1995-01-17 - Re: Abuse and Remailer Ethics

Header Data

From: jrochkin@cs.oberlin.edu (Jonathan Rochkind)
To: Homer Wilson Smith <Remailer-Operators@c2.org>
Message Hash: 038434b74a4dd2b15b692ef896a325d5a5b9d1e1e964c04f5914d8485305001b
Message ID: <ab40e69a010210049530@[132.162.201.201]>
Reply To: N/A
UTC Datetime: 1995-01-17 03:25:58 UTC
Raw Date: Mon, 16 Jan 95 19:25:58 PST

Raw message

From: jrochkin@cs.oberlin.edu (Jonathan Rochkind)
Date: Mon, 16 Jan 95 19:25:58 PST
To: Homer Wilson Smith <Remailer-Operators@c2.org>
Subject: Re: Abuse and Remailer Ethics
Message-ID: <ab40e69a010210049530@[132.162.201.201]>
MIME-Version: 1.0
Content-Type: text/plain


At 9:21 PM 01/16/95, Homer Wilson Smith wrote:
[snip]
>     Does any single recipient have the right to demand that they be
>blocked from all anon messages.  I would say yes.
>
>     How about demanding blocking anon messages only from some
>senders?  That is harder to implement.  If you block the sender, you
>block ALL his postings, not just to that party.  So you would need to
>block specific From: and To: combinations.  This would not work with
>chaining at all, even if we did share blocking information.  So that
>is out.
>
>     Does a list owner have the right to demand blocking to his list,
>with or without a vote of the list readers?  I would say yes.
>
>     What about a newsgroup?  I would say it takes a vote.  Are anon voites
>allowed?  Touchy question that was important at one time on
>alt.r.scientology.

I agree  with all of that.  Somewhat conditionally with what you say about
newsgroups, because while it sounds nice, it would be hard to implement.
I'm tempted to say that a newsgroup, by it's nature, doesn't have any
mechanism for control/government, once created.  And as such, doesn't have
any way to "decide" not to accept anonymous posts, or posts from a specific
user or remailer.  So I'm tempted to say "tough luck" to newsgroups that
don't like receiving anonymous posts. The alternative is for people
interested to create a moderated newsgroup, where of course the moderator
could refuse to allow anonymosu posts with or without the remailer
operators cooperation.

>     Anyhow I would guess that the correct action here is to write the
>offender and let him know a complaint has been registered against him.
>I would also educate him as to why he was so easily traced and tell
>him that if he wants to avoid such in the future to start chaining.

Yes, I think that is an excellent course of action.

>     However if he is a determined abuser not prone to social
>embarassment, then the sharing of blocking among remailer operators
>might become a very good idea.

I'm not so sure about that.   It might become neccesary, but blocking
remailer delivery to a particular address is a _much_ more desirable
solution, in my opinion.  If a particular person doesn't want to receive
anonymous mail, fine.  And it might be good to have a mechanism by which he
could make those desires known to all remailers, so he doesn't have to do
it individually.  But if he does want to receive mail from the remailers, I
think he's got to receive all mail from the remailers, and not count on the
remailer operators to play Identity Detective and try to screen out people
he doesn't like.  Same with a listserv and the requests of the listserv
operator.  A newsgroup is, of course, more touchy, because there really
_isn't_ a way for "the newsgroup" to decide not to accept anonymous posts.
And I'm not really sure there should be.

Part of the answer relies on how "independent" your remailer is.  If you
_were_ to take no action at all to people who complain about "abuse", would
you get in trouble? (from school, company, service provider, country). If
you would, then you've got to decide if you are willing to take the heat.
And your probably not willing to take the heat for Cantor & Siegel to spam
the net.  So you've got to do what you've got to do.  But, personally, if I
ran a remailer on a machine that wasn't subject to political pressure (from
school, service provider, whatever), I would never make any effort to
cooperate with other operators to track down "offenders", and I'd never
exclude any newsgroups from delivery.   Because I wouldn't want to play
censor and decide what "offense" is worth tracking down, and what isn't.
And because even having the _capability_ to track down people is really
dangerous, when you get pressure to track down someone you _don't_ want to
track down.  Much better to say "Can't be done, don't have logs, can't
figure out who it was," then to have to admit "well, I've tracked down 5
people in the past month cause someone complained about them."  Kind of
ruins the point of anon remailers. Best would be to have tracking down be
impossible, and it would be close to, if not entirely, impossible if the
user took the proper precauations.  But even if it's possible, it's
probably best not to develop a mechanism to do it.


WHAT IS NEEDED:
Look through the entries below and count the lines with "phobia" in them; the reply is the number alone.

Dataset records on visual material

┏━━

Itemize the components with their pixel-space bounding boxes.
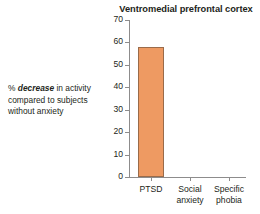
- chart-title: Ventromedial prefrontal cortex: [113, 4, 259, 15]
- y-tick-label-70: 70: [113, 14, 123, 25]
- plot-area: 0 10 20 30 40 50 60 70: [129, 20, 246, 177]
- y-tick-label-60: 60: [113, 36, 123, 47]
- chart-figure: Ventromedial prefrontal cortex % decreas…: [0, 0, 260, 214]
- annotation-line-1: % decrease in activity: [8, 83, 91, 93]
- annotation-suffix: in activity: [54, 83, 91, 93]
- y-axis-annotation: % decrease in activity compared to subje…: [8, 83, 110, 118]
- x-tick-specific-phobia: [229, 177, 230, 181]
- y-axis-line: [129, 20, 130, 177]
- y-tick-label-20: 20: [113, 126, 123, 137]
- y-tick-label-0: 0: [118, 171, 123, 182]
- annotation-line-3: without anxiety: [8, 106, 63, 116]
- y-tick-label-50: 50: [113, 59, 123, 70]
- y-tick-label-40: 40: [113, 81, 123, 92]
- x-label-specific-phobia-line-1: Specific: [214, 184, 244, 194]
- x-tick-ptsd: [151, 177, 152, 181]
- x-axis-line: [125, 177, 246, 178]
- annotation-line-2: compared to subjects: [8, 95, 88, 105]
- x-label-ptsd-line-1: PTSD: [140, 184, 163, 194]
- bar-ptsd: [138, 47, 164, 177]
- annotation-emphasis: decrease: [18, 83, 54, 93]
- x-label-specific-phobia: Specific phobia: [199, 184, 259, 207]
- y-tick-label-10: 10: [113, 149, 123, 160]
- x-label-specific-phobia-line-2: phobia: [216, 195, 242, 205]
- annotation-prefix: %: [8, 83, 18, 93]
- y-tick-label-30: 30: [113, 104, 123, 115]
- x-tick-social-anxiety: [190, 177, 191, 181]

┗━━

PROBLEM SOLUTION:
4